Gov. Jay Inslee meets with Ukrainian refugees at Spokane's Thrive Center

  • Oops!
    Something went wrong.
    Please try again later.

Apr. 5—Gov. Jay Inslee briefly stopped by Spokane Wednesday to visit local Ukrainian refugees living in the Thrive Center and see firsthand a local program that launched with the help of state funds.

As Inslee entered the building Wednesday afternoon, he was presented with a cake and greeted by staff and those living at the center, including a number of very curious children and some young adults — one of whom the governor suggested would one day play basketball for a local college.

The Thrive Center opened last summer in the former Quality Inn, 110 E. Fourth Ave. The center has provided much-needed housing for refugee families and created a community of people all enduring the struggle of adjusting to a new home.

The center is a collaboration between two recently founded local organizations: the Ukraine Relief Coalition and Thrive International.

Inslee's tour was led by Mark Finney, pastor of Emmaus church in Spokane's Perry District, who led World Relief for years until the organization's national office rejected the hiring of a gay man at the Spokane office early this year. He resigned in January 2022.

Finney had a strong desire to continue serving the refugee community in Spokane and founded Thrive International in February that year. The Russian invasion of Ukraine fast-tracked plans to develop programs to help refugees navigate their new home.

Last summer, the Spokane County Commission secured a $1 million grant from the Washington State Department of Commerce to meet the urgent need of Ukrainian refugees. Thrive International was selected to administer those funds.

The governor was led through Thrive's halls, through its kitchen where workers were baking cookies and into a dining hall being prepared for a small banquet for the governor. The food, a steaming spread of Ethiopian wat and injera, was catered by Feast World Kitchen, which has a rotating schedule of chefs representing cuisines from across the globe and provides job training for immigrants and refugees.

Inslee's attention was turned to a mural of a sunflower field blanketing a wall next to the dining room, painted by Yelyzaveta Shchukina, a mural painter from Odessa, Ukraine, staying at Thrive. Inslee noted that he had recently seen sunflowers painted by Vincent Van Gogh and said that Shchukina's were superior.

Inslee also pointed out the bald eagle flying over the field of sunflowers, and assured Shchukina that Ukraine would continue to receive America's support. He noted that he had attended a conference call Tuesday with a number of U.S. governors and Ukrainian President Volodymyr Zelenskyy, and recently met with a Ukrainian minister.

"And I assured him that I believe the American people are going to remain totally committed to the people of Ukraine," he told her.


Task description:
How many of the lines below contain the word "ylabel"? Only the number is wanted.

Input data:
----------

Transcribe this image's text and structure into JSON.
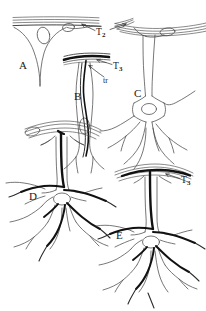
{
  "figure": {
    "background_color": "#ffffff",
    "ink_color": "#1a1a1a",
    "light_ink_color": "#555555",
    "panels": [
      {
        "id": "A",
        "label": "A",
        "description": "Elongated tapering glial cell with broad unstained end-foot spreading along a multi-layered membrane at top; two oval nuclei visible beneath membrane."
      },
      {
        "id": "B",
        "label": "B",
        "description": "Slender bipolar glial cell with heavily stained dark horizontal end-foot band at top, a dark longitudinal fibre (tr) running down through the cell body, and an oval nucleus."
      },
      {
        "id": "C",
        "label": "C",
        "description": "Unstained (outline only) multipolar astrocyte with branching processes and a vascular end-foot applied to the membrane at upper right."
      },
      {
        "id": "D",
        "label": "D",
        "description": "Multipolar astrocyte with heavily stained dark neurofibrillar processes radiating from the perinuclear region, and a dark end-foot on the arched membrane above."
      },
      {
        "id": "E",
        "label": "E",
        "description": "Multipolar astrocyte similar to D with dark stained processes and a prominent dark end-foot attached to the arched membrane at top."
      }
    ],
    "annotations": [
      {
        "id": "T2",
        "text": "T",
        "subscript": "2",
        "full_text": "T2",
        "target_panel": "A",
        "description": "Arrow label pointing to the membrane / end-foot contact in panel A and to the membrane of panel C"
      },
      {
        "id": "T3-b",
        "text": "T",
        "subscript": "3",
        "full_text": "T3",
        "target_panel": "B",
        "description": "Arrow label pointing to the dark stained end-foot band of panel B"
      },
      {
        "id": "tr",
        "text": "tr",
        "subscript": "",
        "full_text": "tr",
        "target_panel": "B",
        "description": "Arrow label pointing to the dark longitudinal fibre (trabecula) within the cell of panel B"
      },
      {
        "id": "T3-e",
        "text": "T",
        "subscript": "3",
        "full_text": "T3",
        "target_panel": "E",
        "description": "Arrow label pointing to the dark stained end-foot of panel E"
      }
    ]
  }
}
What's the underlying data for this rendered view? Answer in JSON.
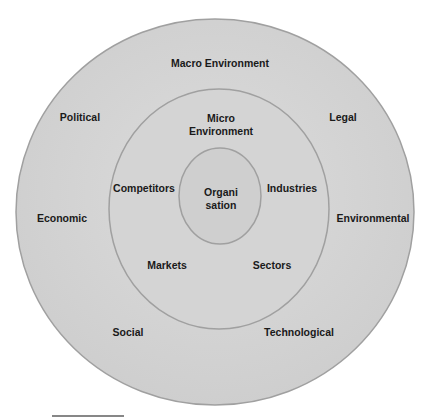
{
  "diagram": {
    "type": "concentric-circles",
    "colors": {
      "fill": "#d2d2d2",
      "stroke": "#9a9a9a",
      "text": "#1a1a1a"
    },
    "outer_ring": {
      "title": "Macro Environment",
      "factors": [
        "Political",
        "Legal",
        "Economic",
        "Environmental",
        "Social",
        "Technological"
      ]
    },
    "middle_ring": {
      "title_line1": "Micro",
      "title_line2": "Environment",
      "factors": [
        "Competitors",
        "Industries",
        "Markets",
        "Sectors"
      ]
    },
    "core": {
      "line1": "Organi",
      "line2": "sation"
    }
  }
}
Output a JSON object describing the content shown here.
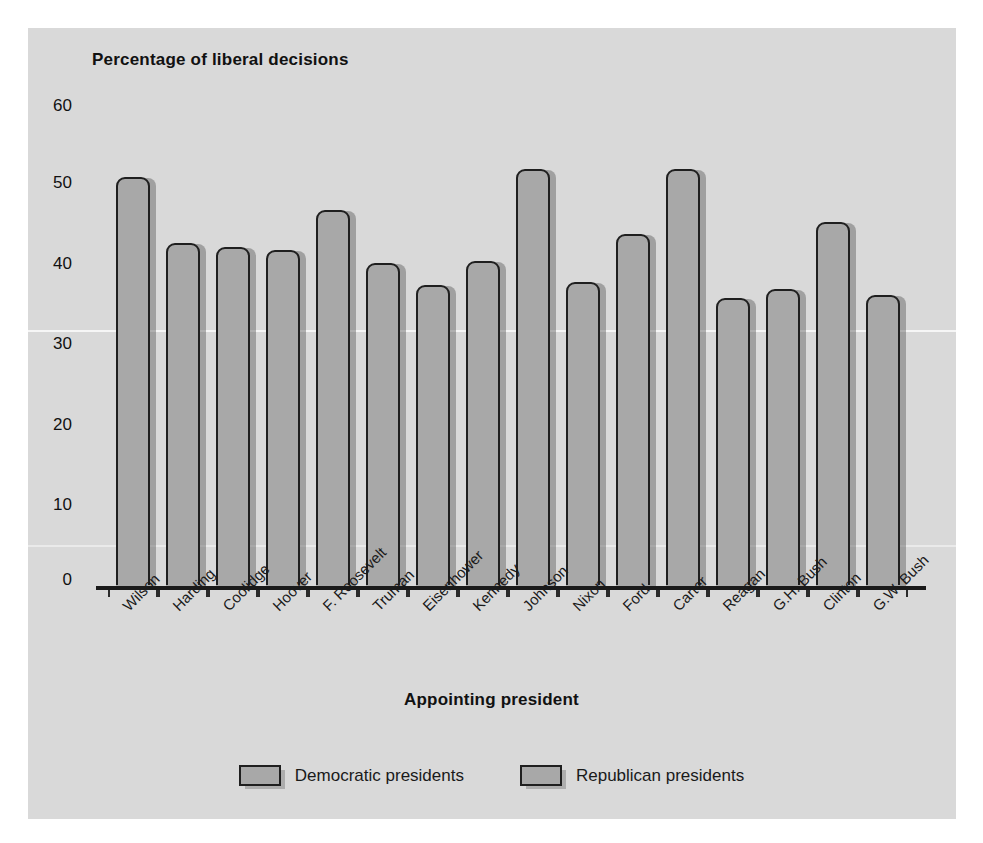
{
  "chart_data": {
    "type": "bar",
    "title": "",
    "ylabel": "Percentage of liberal decisions",
    "xlabel": "Appointing president",
    "ylim": [
      0,
      60
    ],
    "yticks": [
      0,
      10,
      20,
      30,
      40,
      50,
      60
    ],
    "grid": false,
    "legend_position": "bottom",
    "categories": [
      "Wilson",
      "Harding",
      "Coolidge",
      "Hoover",
      "F. Roosevelt",
      "Truman",
      "Eisenhower",
      "Kennedy",
      "Johnson",
      "Nixon",
      "Ford",
      "Carter",
      "Reagan",
      "G.H. Bush",
      "Clinton",
      "G.W. Bush"
    ],
    "values": [
      51,
      42.8,
      42.4,
      42,
      47,
      40.4,
      37.6,
      40.6,
      52,
      38,
      44,
      52,
      36,
      37.2,
      45.5,
      36.4
    ],
    "party": [
      "Democratic",
      "Republican",
      "Republican",
      "Republican",
      "Democratic",
      "Democratic",
      "Republican",
      "Democratic",
      "Democratic",
      "Republican",
      "Republican",
      "Democratic",
      "Republican",
      "Republican",
      "Democratic",
      "Republican"
    ],
    "legend": [
      {
        "label": "Democratic presidents",
        "color": "#a8a8a8"
      },
      {
        "label": "Republican presidents",
        "color": "#a8a8a8"
      }
    ],
    "colors": {
      "bar_fill": "#a8a8a8",
      "bar_outline": "#1f1f1f",
      "panel_background": "#d9d9d9",
      "text": "#111111"
    }
  }
}
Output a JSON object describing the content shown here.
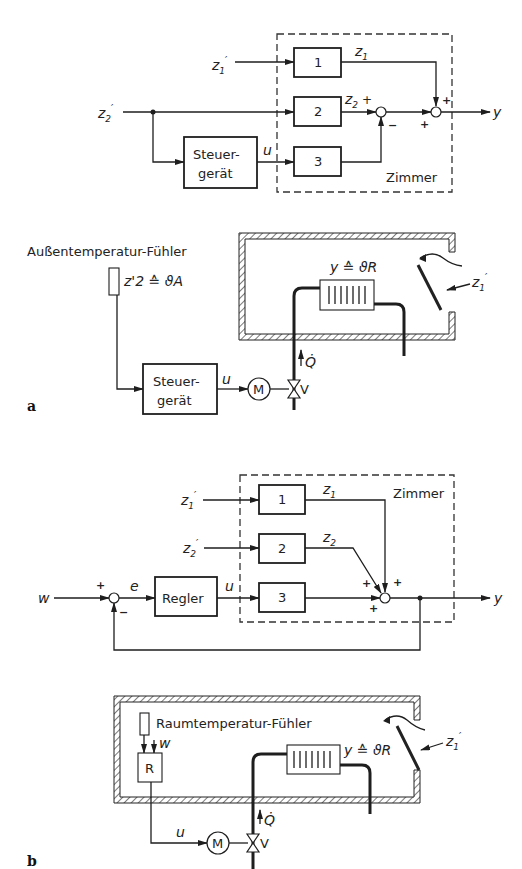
{
  "figure_a": {
    "panel_label": "a",
    "block_diagram": {
      "inputs": [
        "z'1",
        "z'2"
      ],
      "blocks": [
        "1",
        "2",
        "3"
      ],
      "controller": {
        "line1": "Steuer-",
        "line2": "gerät"
      },
      "signals": {
        "z1": "z1",
        "z2": "z2",
        "u": "u",
        "y": "y"
      },
      "summing": [
        {
          "signs": [
            "+",
            "−"
          ]
        },
        {
          "signs": [
            "+",
            "+"
          ]
        }
      ],
      "plant_label": "Zimmer"
    },
    "schematic": {
      "sensor_label": "Außentemperatur-Fühler",
      "sensor_value": "z'2 ≙ ϑA",
      "room_output": "y ≙ ϑR",
      "disturbance": "z'1",
      "controller": {
        "line1": "Steuer-",
        "line2": "gerät"
      },
      "signal_u": "u",
      "motor": "M",
      "valve": "V",
      "heat_flow": "Q̇"
    }
  },
  "figure_b": {
    "panel_label": "b",
    "block_diagram": {
      "reference": "w",
      "error": "e",
      "controller": "Regler",
      "inputs": [
        "z'1",
        "z'2"
      ],
      "blocks": [
        "1",
        "2",
        "3"
      ],
      "signals": {
        "z1": "z1",
        "z2": "z2",
        "u": "u",
        "y": "y"
      },
      "summing": [
        {
          "signs": [
            "+",
            "−"
          ]
        },
        {
          "signs": [
            "+",
            "+",
            "+"
          ]
        }
      ],
      "plant_label": "Zimmer"
    },
    "schematic": {
      "sensor_label": "Raumtemperatur-Fühler",
      "reference": "w",
      "controller": "R",
      "room_output": "y ≙ ϑR",
      "disturbance": "z'1",
      "signal_u": "u",
      "motor": "M",
      "valve": "V",
      "heat_flow": "Q̇"
    }
  }
}
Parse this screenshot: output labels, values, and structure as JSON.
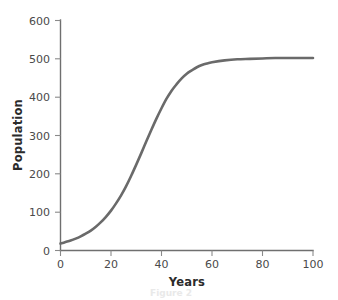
{
  "chart_data": {
    "type": "line",
    "title": "",
    "xlabel": "Years",
    "ylabel": "Population",
    "xlim": [
      0,
      100
    ],
    "ylim": [
      0,
      600
    ],
    "xticks": [
      0,
      20,
      40,
      60,
      80,
      100
    ],
    "yticks": [
      0,
      100,
      200,
      300,
      400,
      500,
      600
    ],
    "xtick_labels": [
      "0",
      "20",
      "40",
      "60",
      "80",
      "100"
    ],
    "ytick_labels": [
      "0",
      "100",
      "200",
      "300",
      "400",
      "500",
      "600"
    ],
    "grid": false,
    "legend": false,
    "legend_position": "none",
    "series": [
      {
        "name": "Population",
        "color": "#6a6a6a",
        "x": [
          0,
          2,
          4,
          6,
          8,
          10,
          12,
          14,
          16,
          18,
          20,
          22,
          24,
          26,
          28,
          30,
          32,
          34,
          36,
          38,
          40,
          42,
          44,
          46,
          48,
          50,
          52,
          54,
          56,
          58,
          60,
          65,
          70,
          75,
          80,
          85,
          90,
          95,
          100
        ],
        "y": [
          18,
          22,
          26,
          31,
          37,
          44,
          52,
          62,
          74,
          88,
          104,
          123,
          144,
          168,
          195,
          224,
          254,
          285,
          315,
          344,
          371,
          396,
          417,
          434,
          449,
          461,
          470,
          478,
          484,
          488,
          491,
          496,
          499,
          500,
          501,
          502,
          502,
          502,
          502
        ]
      }
    ],
    "annotations": {
      "initial_population": 18,
      "carrying_capacity": 502,
      "inflection_year": 28,
      "shape": "logistic-sigmoid"
    }
  },
  "figure": {
    "axis_color": "#6f6f6f",
    "tick_color": "#8a8a8a",
    "background": "#ffffff",
    "scan_artifact_text": "Figure 2"
  }
}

----------

Solution below:
2